Another point is that all participants in this seminar held at
Jadevpur University (March, 1999) are Bengali intellectuals
carrying a distinct and characteristic mark of identity. A
certain probity, a passionate involvement which still retains a
balance, a Marxian-humanist stance, or the right kind of
"Leftism" are, by and large, at work in these papers.
Nearly each paper presents a distinct summary at the end of a
long argument, or the donnee of the paper in question.
This makes for a capsule summary of a complex, many-sided story
of a massive amount of data available in the volume.
Since in a
critique of this nature it’s not possible to take up each
individual paper, I intend to pick up a couple of key papers
which, to my mind, have not only a rare refinement, but also a
centrality that binds the disparate aspects into a dialectic of
mutualities. For instance, the 28-page essay entitled "The
Philosophy of Silence: Constructing the New Millennium" by
Shibashis Chatterjee and "India Towards the Twenty-first
Century: The Ethnic Scenario" by Samir Kumar Das strike me
as an outstanding work of scholarship which, in this case,
reflects the Bengali intellectual ethos and has the ambience of
that anguish which goes with it.
So, I return to
Shibashis Chatterjee’s long and fascinating piece which traces
"conceptual paradigms" in Indian reactions to the
challenges presented by the new century. All that he argues for
is, of course, already changed in part after the September 11
terrorist attack on the "Mecca" of American power,
followed soon after by a dastardly assault on Indian Parliament,
challenging the very majesty of our State. His treatment of the
fanciful and pontifical pronouncement of the Japanese-American
guru, Franeis Fukiyama, is not dismissive, though it rightly
receives a chilly response. "The end of history" is in
his view reached with the death of the Marxian dream, and the
vindication of the American cold war strategies to destroy the
Soviet Union. Well, thus spake the corporate capitalism’s
ideologue! One wonders how such a pitifully inadequate idea was
greeted with so much enthusiasm and éclat!
Again, Professor
Das, who has studied the complex ethnic question, applies his
knowledge and insight to the Indian case which for
geo-political, economic and other reasons has been, particularly
since 1947, a source of much thoughtless violence, confusion,
and fragmentation from New Delhi to Assam, Bodoland and scores
of tribal areas and pockets all across central India. Ethnicity
is today a big academic concern and American writers, in
particular, have felt compelled to project it in view of its
highly mixed and varied ethnic minorities. One thought racial
supremacy (Aryan-Nordic as in Hitler’s Germany) was a dead
issue after the humiliating defeat of Nazism, but as Professor
Das points out vis-à-vis the Indian scene, there has been
ironically a sharp and shrill "resurgence,"
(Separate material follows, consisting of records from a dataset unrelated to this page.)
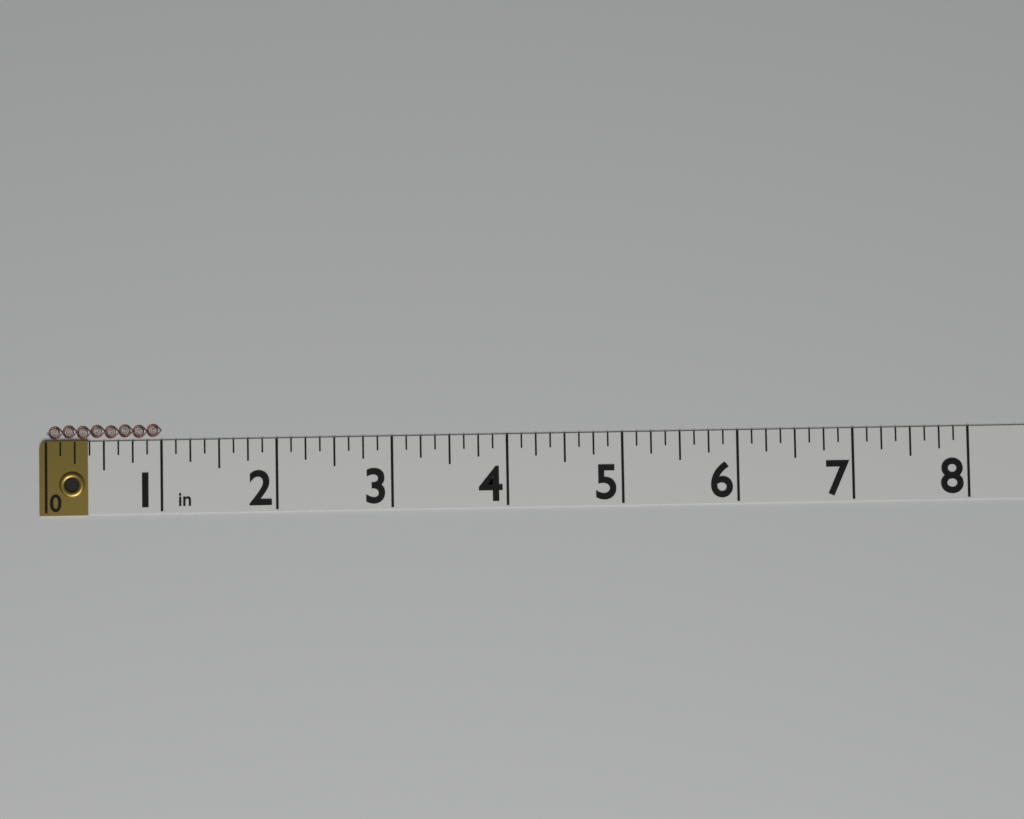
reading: 1.000 in
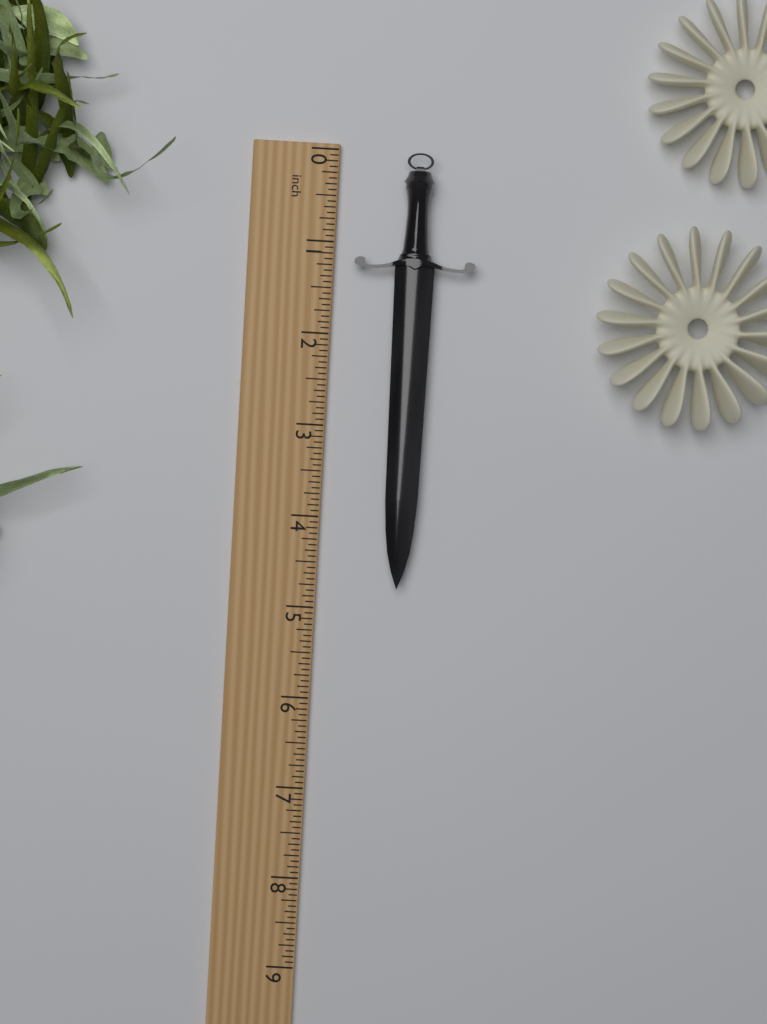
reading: 4.7500 inch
"recrudescence," "explosion," etc.
If I’ve not
touched upon the remaining essays, it’s because the pattern
becomes quite clear when we move from one paper to another. As I
have said earlier, a certain nuclear vision is subsumed in the
volume—a vision of an India rich in human resources and their
judicious use. Thus, health, education, housing and other fields
determining the character of a nation are the primary concern
here, and the volume serves the purpose admirably.